With his most recent muse, Coco Rocha, pressed firmly to his side, Gaultier said “I feel at home in Brooklyn,” telling that as a child he grew up in a suburb next to Paris, commuting back and forth between metropolitan and tranquility. “Brooklyn is not a suburb,” he said, “but it’s the same feeling.” And perhaps it was this intimately candid image of the larger-than-life designer in his childhood home, or maybe it was the crowd itself—packed full of life-long Gaultier supporters such as Bill Cunningham, Karli Kloss, Farida Khelfa, Fern Mallis, Amanda Lepore, Calvin Klein, Stefano Tonchi—roaring back with appreciation that encouraged a very authentic moment of fashion history. Traveling up the elevator to exhibit on the fifth floor of the museum this was impossible to overlook.

Like any retrospective, From the Sidewalk to the Catwalk begins with a timeline of the designer’s life: his birth in Arcueil, early assistant work at Pierre Cardin, Jacques Esterel, Jean Patou and then Pierre Cardin again, creation of his own fashion house and respective prêt-à-porter, menswear, and haute couture labels, creative direction at Hermès and the fabulous movie stars (Catherine Deneuve, Marion Cotillard, Victoria Abril), pop stars (Grace Jones, Davie Bowie, Beyoncé), and artists (Andy Warhol, David LaChappelle, Cindy Sherman) in between. Afterwards, in true excess, the exhibit spans out into several thematic sections, chronicling the complexities and theatrical style motifs in Gaultier’s body of work in a lavish 130-piece seven-course-meal. First is The Odyssey, a religiously sexualized array of dangerous mermaids, virgins, and sailors; moving into The Boudoir, a plush, tufted-wall room that strips away all aspects of the costume and showcases Gaultier’s famous eroticism; next is Muses a saloon that pays homage to the designer’s most famous inspirations with an Andrej Pejic mannequin wearing a hip-py Amy Winehouse Tribute S/S ’12 embroidered dress; to a graffiti tagged warehouse-style loft that houses Punk Cancan; to Skin Deep, a sultry red light district display of nudity and existential thought; to Metropolis’ house of mirrors and its cinematic looks; and finally Urban Jungle, a multiethnic—Bedouin, orthodox Jewish, Chinese, Flamenco, Russian, Bollywood, Nordic—assortment of combat-like fashions over the New York skyline.

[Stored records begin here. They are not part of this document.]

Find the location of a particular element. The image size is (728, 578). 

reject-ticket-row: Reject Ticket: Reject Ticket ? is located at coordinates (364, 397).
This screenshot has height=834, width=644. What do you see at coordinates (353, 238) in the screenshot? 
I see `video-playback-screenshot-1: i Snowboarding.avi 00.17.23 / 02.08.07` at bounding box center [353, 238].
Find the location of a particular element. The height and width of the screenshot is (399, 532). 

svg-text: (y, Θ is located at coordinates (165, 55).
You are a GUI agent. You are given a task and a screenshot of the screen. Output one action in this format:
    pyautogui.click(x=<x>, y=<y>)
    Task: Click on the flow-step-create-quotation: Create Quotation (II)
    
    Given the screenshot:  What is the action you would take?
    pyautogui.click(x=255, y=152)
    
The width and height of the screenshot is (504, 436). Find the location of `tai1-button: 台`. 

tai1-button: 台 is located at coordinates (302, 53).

Though clearly educational—the show is the most comprehensive look at Gaultier’s iconic work today—the most exciting aspect of the retrospective is its use of technology as means for experiential display. Inside the galleries, 32 of the mannequins come to life with interactive faces and speaking voices through the use of high-definition audiovisual projections and custom-made mannequins. A dozen celebrities, including Gaultier himself, model Ève Salvail, and bass player Melissa Auf der Maur, have lent their faces and voices to this project, allowing  museum visitors to interact with these pieces as if they were speaking to the models straight off the runway. This breaks the sense of detachment that is often felt in most costume exhibitions (even in Gaultier’s earlier exhibit at The Metropolitan Museum Art) and retail environments, allowing us to experience the fashions on a more human level.

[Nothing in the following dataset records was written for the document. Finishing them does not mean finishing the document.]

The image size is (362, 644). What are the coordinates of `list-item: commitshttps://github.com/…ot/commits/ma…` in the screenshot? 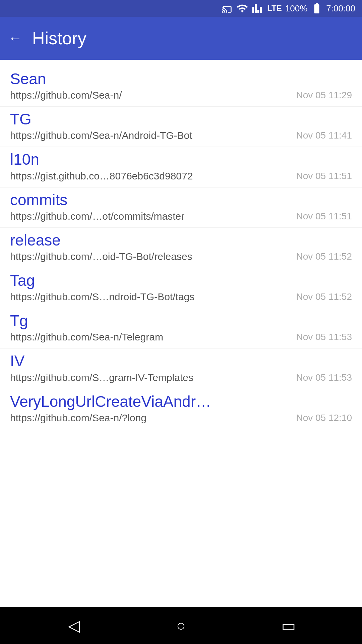 It's located at (181, 208).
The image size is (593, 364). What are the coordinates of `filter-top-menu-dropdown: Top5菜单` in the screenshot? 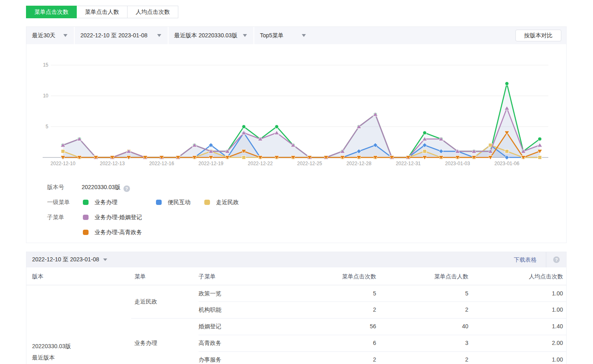 It's located at (284, 36).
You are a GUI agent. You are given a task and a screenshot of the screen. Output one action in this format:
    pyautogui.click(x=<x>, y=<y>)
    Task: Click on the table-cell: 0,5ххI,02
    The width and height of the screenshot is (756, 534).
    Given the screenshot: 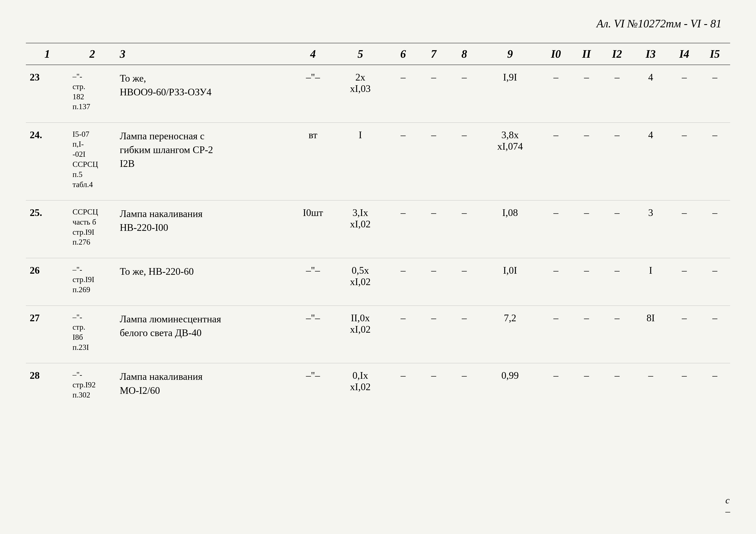 What is the action you would take?
    pyautogui.click(x=360, y=277)
    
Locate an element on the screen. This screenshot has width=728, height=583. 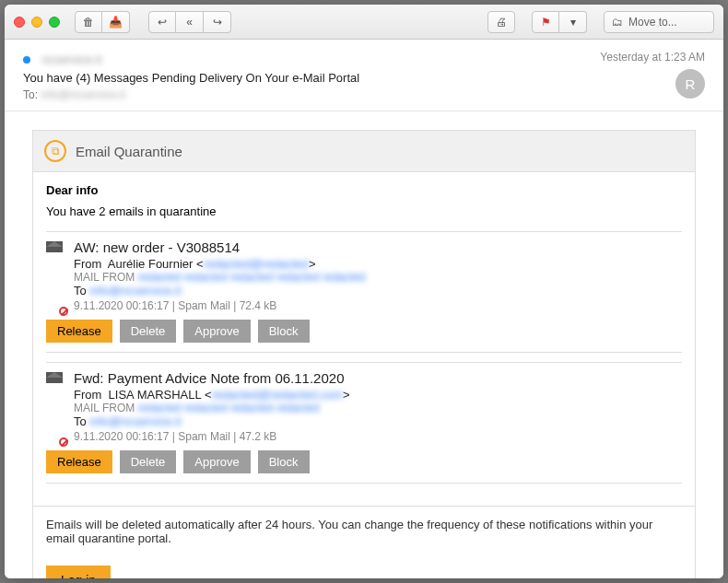
archive-button: 📥 is located at coordinates (116, 22).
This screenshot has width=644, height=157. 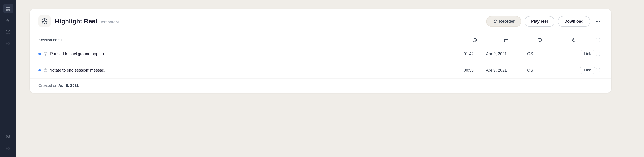 What do you see at coordinates (40, 54) in the screenshot?
I see `row1-dot` at bounding box center [40, 54].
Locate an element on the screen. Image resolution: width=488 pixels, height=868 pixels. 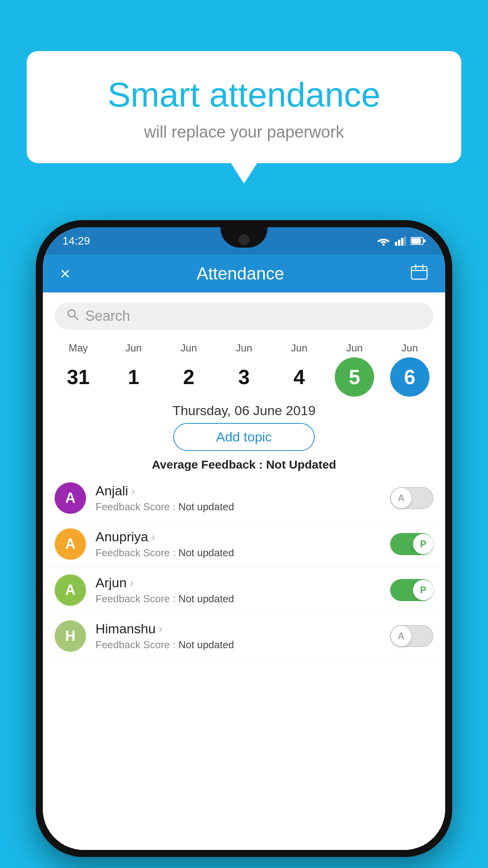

In an interview with Jeanne Beker, Gaultier once confessed, “making clothes is my way of communicating,” because he was always so shy. And, in many ways The Fashion World of Jean Paul Gaultier: From the Sidewalk to the Catwalk feels just that: a long conversation with the designer that you never want to end.

The Fashion World of Jean Paul Gaultier: From the Sidewalk to the Catwalk is on view at Brooklyn Museum from October 25, 2013 – February 23, 2014.